Level of Service is derived from average control delay using the Highway Capacity Manual standard for signalized intersections:

  • A: less than 10 seconds
  • B: 10–20 seconds
  • C: 20–35 seconds
  • D: 35–55 seconds
  • E: 55–80 seconds
  • F: greater than 80 seconds

The grade shown on any leaderboard is based on the relevant area's average control delay across observed signalized intersections.

Metric definitions

Control delay represents the estimated delay experienced by vehicles as they travel through a signalized intersection, compared with expected travel under free-flow conditions.

Arrival on green is the share of observed vehicles that arrive at and pass through a signalized movement without stopping. It is a key signal coordination metric and helps indicate how often vehicles are progressing efficiently through green indications.

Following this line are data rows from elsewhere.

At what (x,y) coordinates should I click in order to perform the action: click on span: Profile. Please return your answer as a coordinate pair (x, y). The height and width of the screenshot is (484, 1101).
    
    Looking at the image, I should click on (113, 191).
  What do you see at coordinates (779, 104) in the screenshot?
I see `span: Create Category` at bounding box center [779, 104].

Peak-hour delay is the average control delay per observed vehicle during each area's busiest observed hour within the selected scorecard data window.

Q4–Q1 change in delay compares average control delay in the fourth-quarter sample period with average control delay in the first-quarter sample period. A positive value indicates that average delay increased between Q1 and Q4, while a negative value indicates that average delay decreased.

What this scorecard does and does not show

This scorecard is intended to provide a high-level, comparable view of signal performance across states, counties, and metropolitan planning organizations. It highlights broad patterns in delay, demand, and progression using a consistent probe-based methodology.

The current dataset also supports additional views, including split failures, peak-hour Level of Service, 24×7 hour-of-day demand profiles, and county, MPO, and individual signal rollups. Arrival on green and peak-hour delay are surfaced in this scorecard; the remaining dimensions are available in the more detailed county, MPO, state, and signal-level pages.